Without either party having supplied the relevant transcripts to him, the judge was not in a position to consider SJ’s testimony unless he sua sponte retrieved, and listened to, the FTR recordings. Especially when we consider the hectic reality of District Court motion practice, we assign minimal fault to what the judge did here. After all, he provided the litigants precisely what they both asked for: a decision on probable cause based on the information in the four corners of BJ’s, application.
[2] Nevertheless, we agree with the Commonwealth that, where a clerk-magistrate has found probable cause after hearing a complainant’s testimony a DiBennadetto motion ordinarily should be reviewed based on a record that includes such testimony. And although the Commonwealth bears some of the responsibility for misdirecting the judge’s focus, the defendant was the moving party who was challenging the clerk-magistrate’s decision and whose counsel had been present at the show cause hearings. As such, the defendant was the one who bore the ultimate responsibility for putting before the judge a complete record of the evidence considered by the clerk-magistrate, including transcripts or recordings of the show cause hearings. Under these circumstances, we conclude that the Commonwealth did not waive the issue.
Of course, in many instances, there may be little difference between the information provided in the application for the complaint and the testimony at a show cause hearing. This is especially true in the context of an application for a criminal complaint submitted by a police prosecutor, where the testimony, if any, often adopts, or repeats, what is said on the papers. See generally standards 3:00, 3:04, 3:06, 3:07, 3:09, and 3:10 of the District Court Standards of Judicial Practice: The Complaint Procedure (Oct. 2008) (noting that process that applies to applications for criminal complaints filed by private complainants can be considerably different in practice than that for those filed by law enforcement officers). In the context of an application filed by a police prosecutor, we stated in dicta in Commonwealth v. Bell, 83 Mass. App. Ct. 61, 63, 981 N.E.2d 200 (2013), that a DiBennadetto motion is to be heard based on the four corners of the application and any attachments thereto such as police reports, unless the Commonwealth consents otherwise.
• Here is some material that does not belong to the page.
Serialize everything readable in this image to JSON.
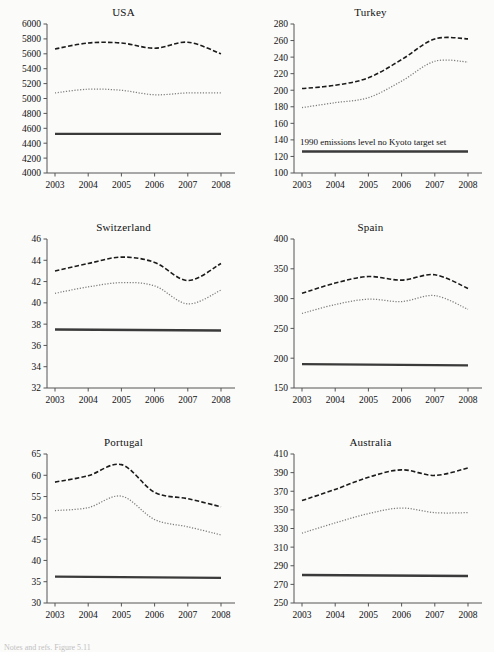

Commonwealth v. Black, 403 Mass. 675, 532 N.E.2d 43 (1989), a case that predates DiBennadetto, is not to the contrary. The defendant there had been charged with violating a law that banned the use of steel jaw leghold animal traps. Id. at 676, 532 N.E.2d 43. In his motion to dismiss, the defendant argued that the type of trap he had used -- described as a "soft catch trapping system" -- was not covered by the statute. Id. at 676-677, 532 N.E.2d 43. After examining the trap and the affidavits submitted by the parties, the judge agreed and dismissed the complaint. Id. On appeal, the Commonwealth argued that the judge could not have dismissed the complaint without a full evidentiary hearing. Id. The court rejected that argument because the Commonwealth had expressly agreed not to call witnesses at the hearing. Id. at 677-678, 532 N.E.2d 43. But it is one thing for the Commonwealth to argue on appeal that probable cause should have been determined based on evidence that was never presented, and quite another to argue, as here, that probable cause should have been determined based on what was before the clerk-magistrate. Of course, nothing we say should be read as preventing the Commonwealth from stipulating that the production of a transcript of a show cause hearing is unnecessary. Cf. Mass. R. A. P. 8 (b) (1) (B), as appearing in 481 Mass. 1611 (2019).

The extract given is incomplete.